Reading Slob was a similiar experience. I kept seeing this book mentioned -- Harlan Ellison blurbed it-- but it was relatively rare and so I never actually got my hands on it. (Stephen King also blurbed it, but I have since realized SK will do that for virtually anything you put in front of him, which is a nice writerly gesture of solidarity but erodes some of his credibility as a reviewer.)
I have to agree with the negative reviews here. My first experience with the "splatterpunk" genre Miller loosely belongs to was Clive Barker's collected Books of Blood, which are by and large riveting. Making Rex Miller the next author I checked out after that was a huge mistake: Barker is simply on another plane compared to Miller as a conceptualist and writer. I'm not a huge gorehound but I will always stump for the best of Books of Blood because Barker is able to weld his explicit descriptions of violence to the melange of revulsion, dread, shock, and imagination that all good horror orbits around. (Looking forward to reading Kathe Koja next!)
People are correct in pointing out Miller's ticlike repetition of phrases: I don't think there's a single mention of Chaingang's fingers that doesn't compare them to cigars or more specifically "steel cigars;" his legs are routinely referred to as "tree trunks," and his rucksack is always described as something "neither you nor I could lift." The author's hyperverbosity has been discussed in other reviews, and it does give Slob some runaway-freight-train momentum that bolsters what is basically a very boilerplate "detective hunts serial killer" novel. Chaingang turns out to have a completely by-the-numbers abusive childhood, for example, and seemingly by trying to overrwrite his way out of various cliches of his own construction, Miller's torrents of copy often just wash over you and end up obscuring helpful details.
To wit: The book's pre-prologue is titled "The Precognate" -- Miller's shorthand for a mysterious semipsychic sense the titular character has -- and informs us that his mind is a "killing zone of horror where Jaws and The Exorcist meet." (Sadly this never manifests in a demonically-possessed shark.)

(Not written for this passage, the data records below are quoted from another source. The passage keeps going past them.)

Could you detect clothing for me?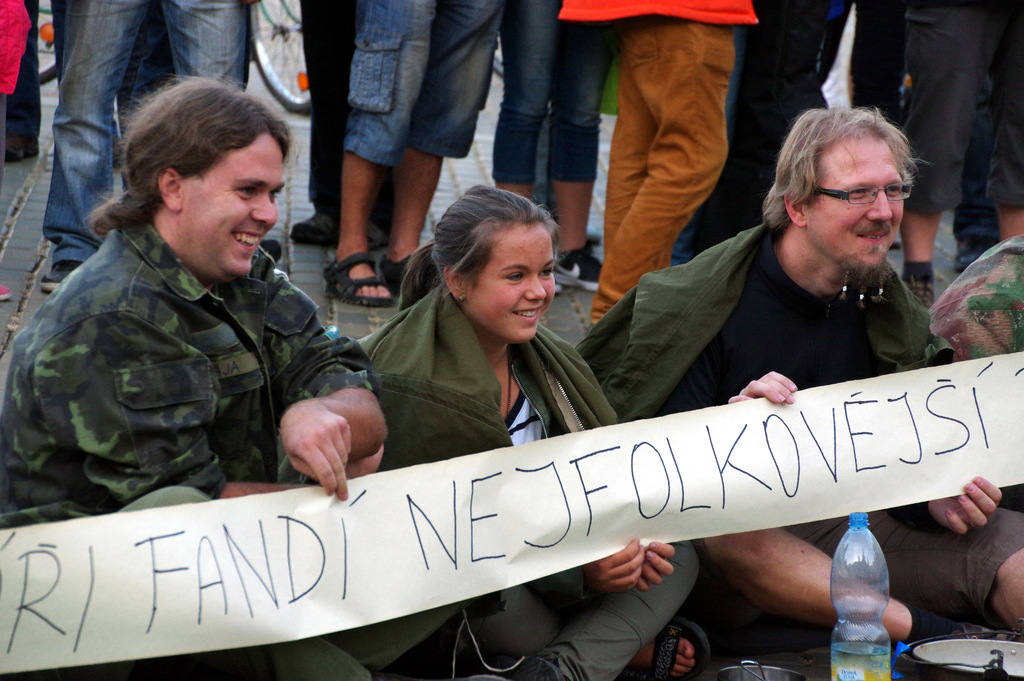
Detection result: Rect(299, 0, 394, 224).
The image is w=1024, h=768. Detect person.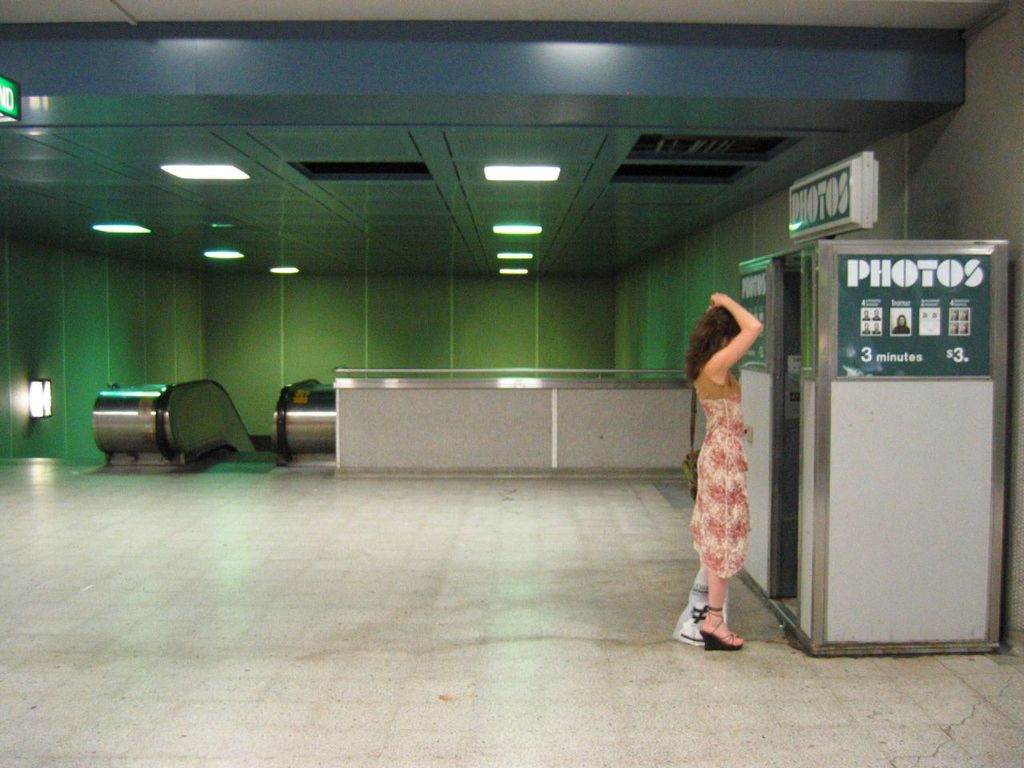
Detection: bbox=[683, 294, 763, 650].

The book's actual prologue then introduces him as Chaingang, and within 10 pages there's entire chapter simply referring to him as Death. For the rest of the book Miller alternates between his proper name, Daniel Bunkowski, and Chaingang. Charitably, one could assume that this is an attempt to portray the fractured state of mind of a character implausibly described as both nearly mentally disabled and an off-the-charts genius, but it's not even limited to him. Other characters have both their legal names and "street names" identified, and near the book's end, closing a chapter of Chaingang's ambush of NVA soldiers in Vietnam, one of the soldiers is suddenly referred to as "the snake man" twice, having not been identified by that at any point prior.

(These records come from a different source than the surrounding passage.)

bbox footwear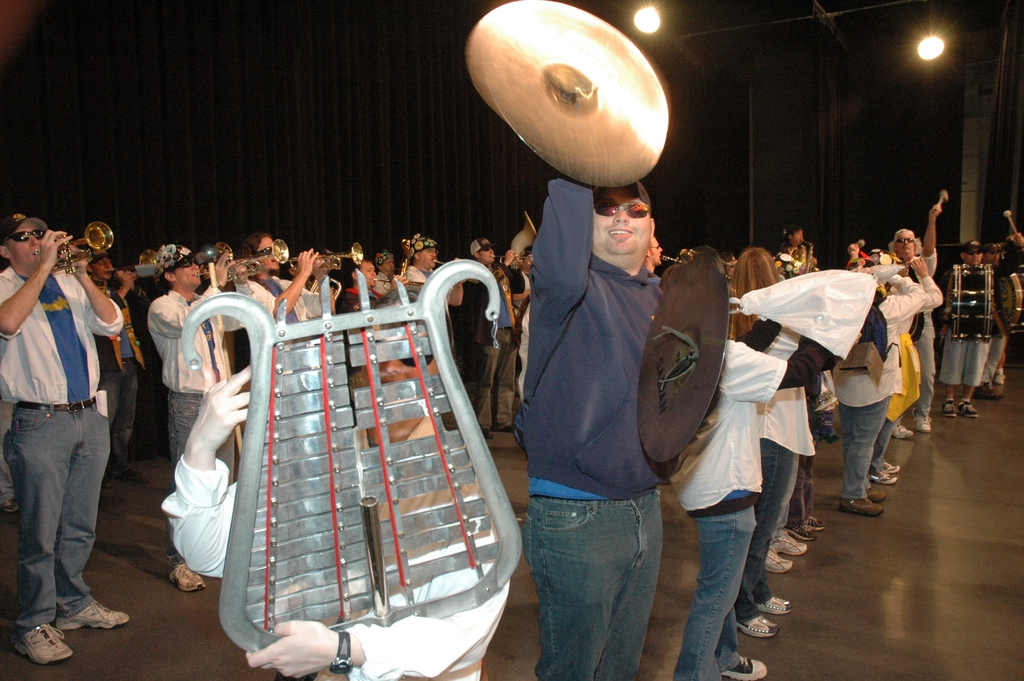
region(719, 656, 767, 680)
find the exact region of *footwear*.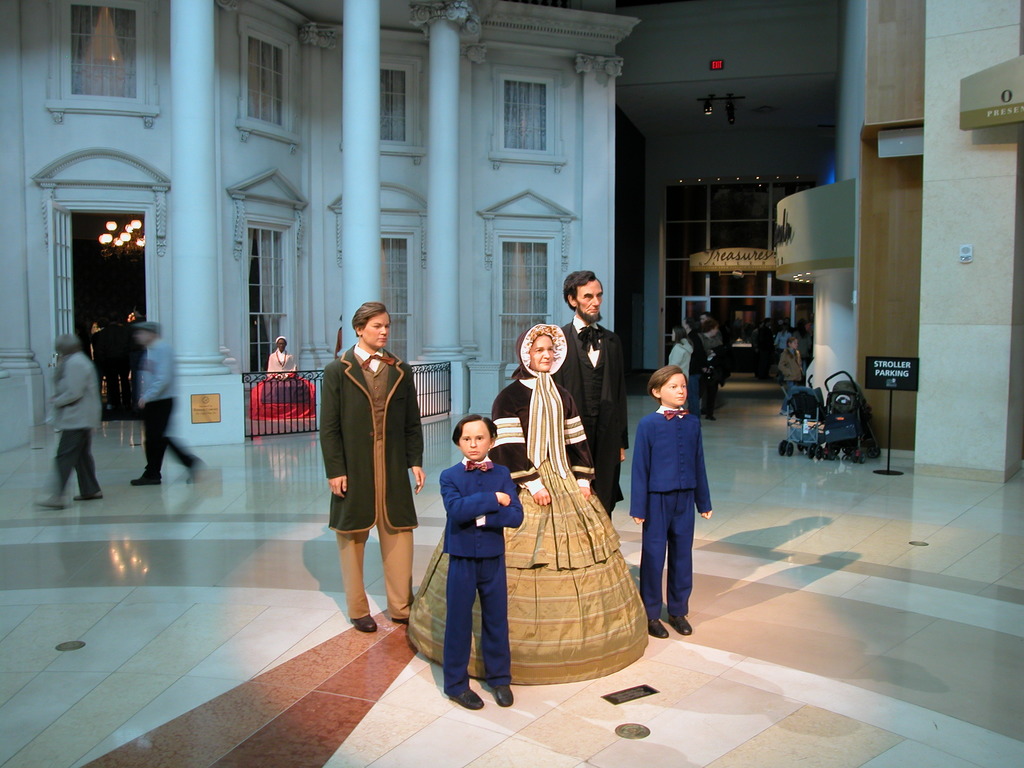
Exact region: 351 614 376 629.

Miller's love affair with his antagonist comes at the expense of pacing. The book's final 40 pages, include an 11-page flashback to one of Chaingang's Vietnam ambushes -- including the minutiae of how he wires different explosives and then takes them all apart and re-wires them because of a tiny detail in their setup -- and six pages resolving an utterly inconsequential subplot in which a gang of bikers attempt to bring down Chaingang, with predictably one-sided results. (The biker gang is quite funny for the ludicrous way Miller renders their dialogue: One gem of a line is "Who's fuckin' this goddamn chicken, anyway, goddamnit, you want to run this motherfucker?")
Compared to all of that, the book's final confrontation between Slob's utterly flat protagonist Jack Eichord and Chaingang is settled and done in the final eight pages, though Eichord and Chaingang only interact for three of them. For all of his genius, it turns out that Chaingang is quite easily manipulated by something mentioned exactly once> before in the book (and not in any of his flashbacks) that I'm not even sure Eichord would have had any way of knowing about. But the fact that Chaingang has a trick ankle is mentioned much more frequently, I suppose to humanize what is for all intents and purposes a superhuman being.

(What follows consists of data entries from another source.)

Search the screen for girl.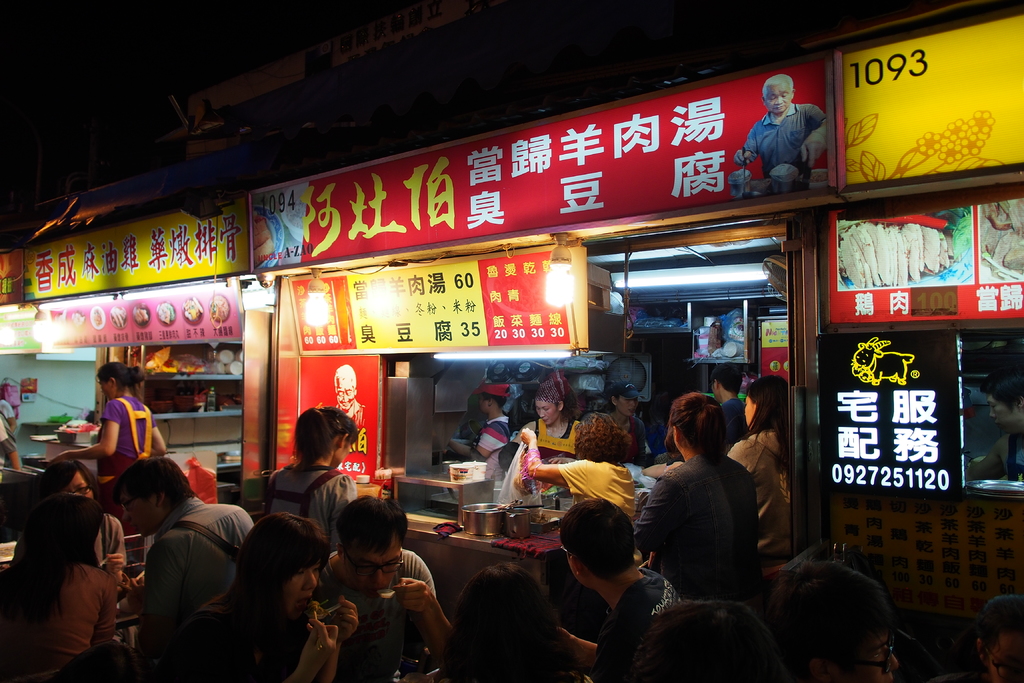
Found at crop(40, 459, 125, 572).
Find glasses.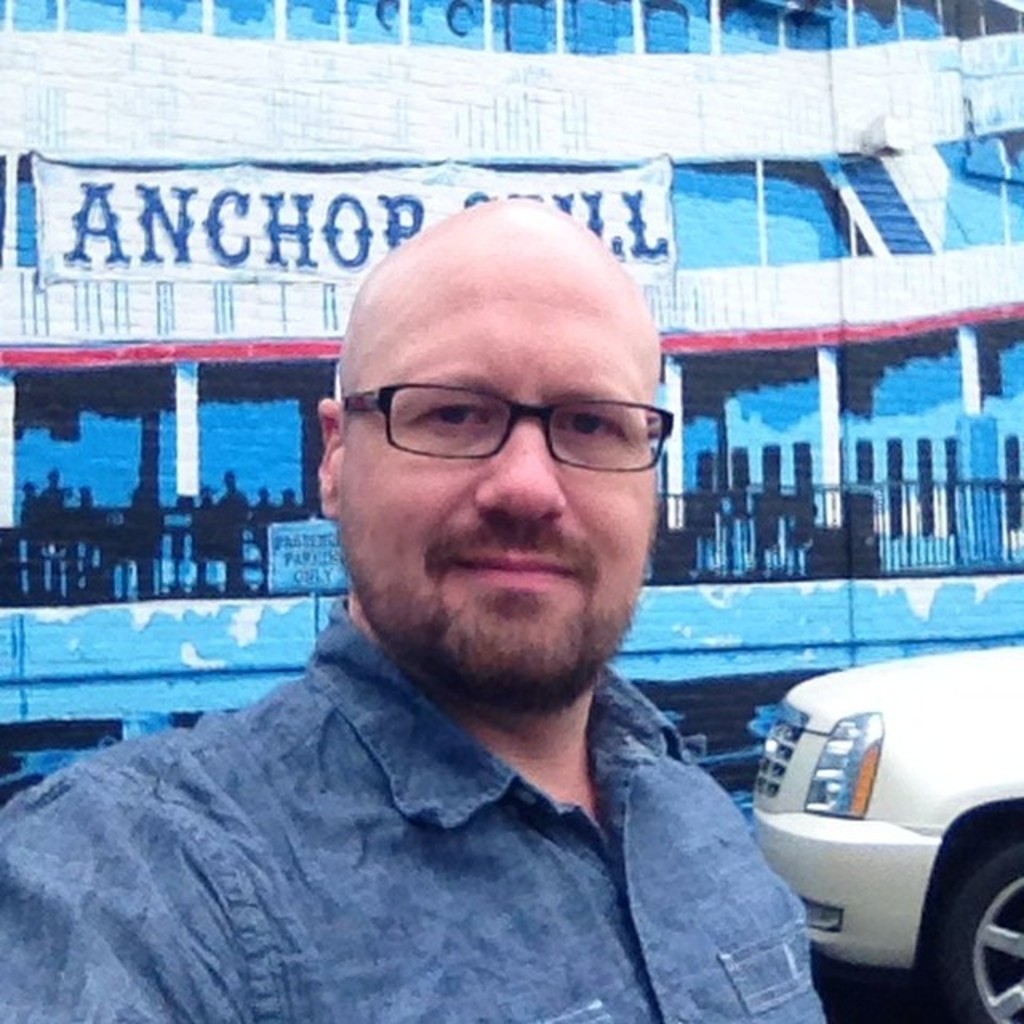
region(344, 374, 688, 472).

Some positives: There's actually more fleshing-out of Eichord's love interest (not a spoiler to say a survivor of one of Chaingang's acts) and her child and their relationship with Jack than I was expecting, though, hilariously, much of it boils down to how horny the two adults are for each other from the jump. Treading lightly with spoilers here, some of Chaingang's past is revealed to have a semi-novel shadowy-government aspect to it, which is kind of a neat twist (and certainly explains how a nearly 500-pound raving psychopath ended serving in the Armed Forces without, presumably, having gone through basic training). But aside from some phone calls Jack makes, the details are don't amount to much.
This one's probably for genre completists and no one else -- funnily enough, the same thing I'd say about Jason Goes to Hell.